There's no internal API to reach for — every component is a plain, composable building block. Every single-element component forwards its ref and merges (rather than replaces) any className you pass, so wrapping components in your own reusable patterns, or reaching for a utility class on top, both just work:

tsx
import { useId } from "react";
import { Input, Label, Stack } from "@vesture/react";

// A reusable pattern built entirely out of existing components —
// no internal API, just composition, refs, and ordinary props.
function FormField({ label, error, ...inputProps }) {
  const id = useId();
  return (
    <Stack gap="xs">
      <Label htmlFor={id} required>{label}</Label>
      <Input id={id} invalid={!!error} {...inputProps} />
      {error && <span className="text-sm text-red-600">{error}</span>}
    </Stack>
  );
}
className="w-full shadow-[…]" merged onto Vesture's own classes — Tailwind utilities from this site, layout classes from the component.
tsx
import { Button } from "@vesture/react";

// className is appended, not replaced — Tailwind, CSS modules,
// or a plain stylesheet class all layer on top of the component's
// own styling instead of fighting it.
<Button className="w-full">Full-width button</Button>

Build a new component on the same tokens

Nothing about theming is special-cased to the components Vesture ships. vars from @vesture/tokens is a plain object of CSS custom property references — any component you write, using plain style props or your own .css.ts file, can read from it and will pick up whatever theme is active automatically:

Design systemZero runtimeAccessible
tsx
import { vars } from "@vesture/tokens";

// A component we wrote ourselves — not part of @vesture/react —
// built by reading the same token contract every shipped
// component reads.
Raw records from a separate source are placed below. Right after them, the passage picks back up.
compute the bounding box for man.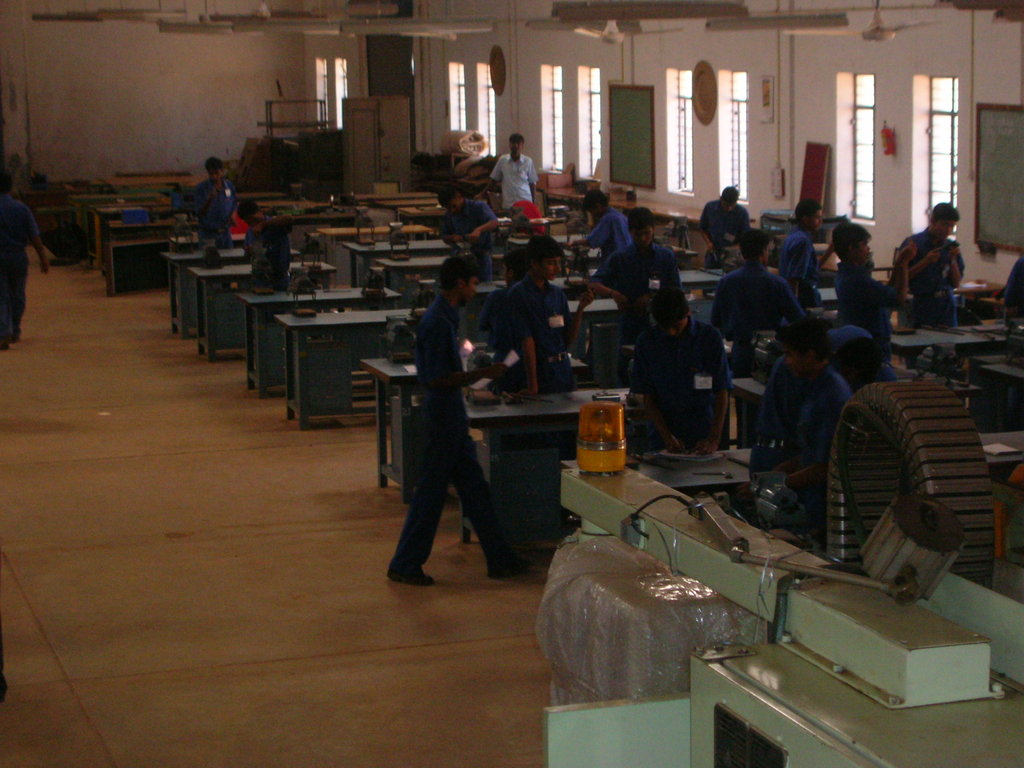
rect(583, 198, 690, 383).
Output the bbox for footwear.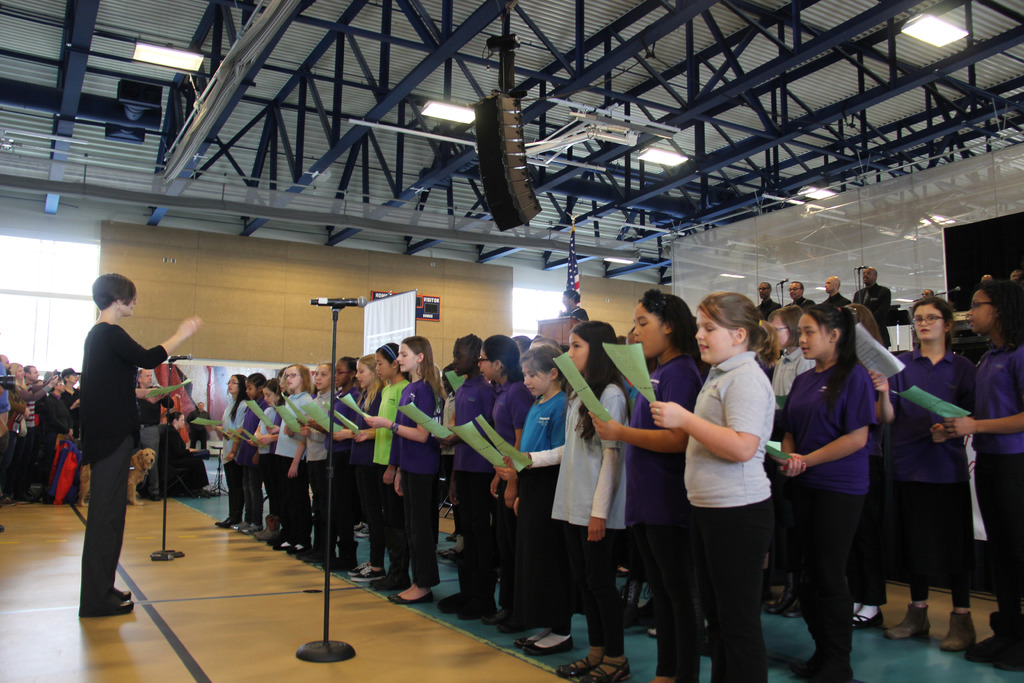
<bbox>295, 531, 330, 565</bbox>.
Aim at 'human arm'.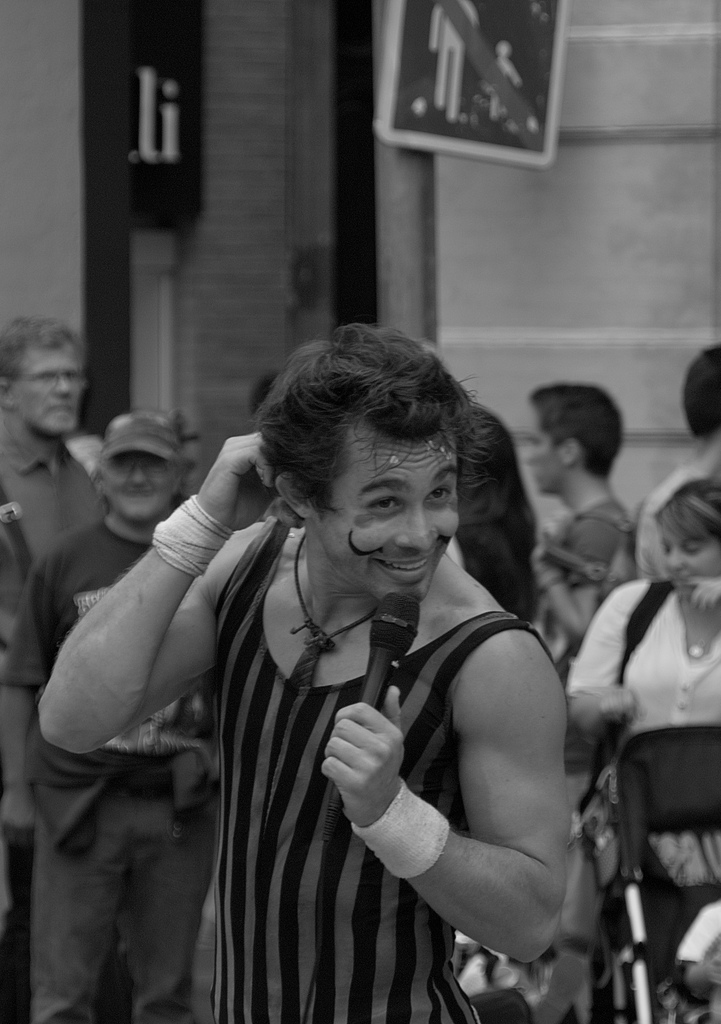
Aimed at [671,903,720,1008].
It inherits whatever theme is active for free.
function Chip({ children }) {
  return (
    <span
      style={{
        display: "inline-flex",
        padding: `${vars.space.xs} ${vars.space.sm}`,
        borderRadius: vars.radius.full,
        border: `${vars.border.width} ${vars.border.style} ${vars.color.borderStrong}`,
        background: vars.color.surface,
        color: vars.color.text,
        fontSize: vars.font.sizeSm,
      }}
    >
      {children}
    </span>
  );
}

Toggle the theme in the header on this page and the chip above repaints with it — it never imports a color, it just reads the contract.

Want a full custom theme instead?

If you're restyling everything — not just a section — see Theming for how to implement the full token contract with createTheme, the same way @vesture/theme-retro does.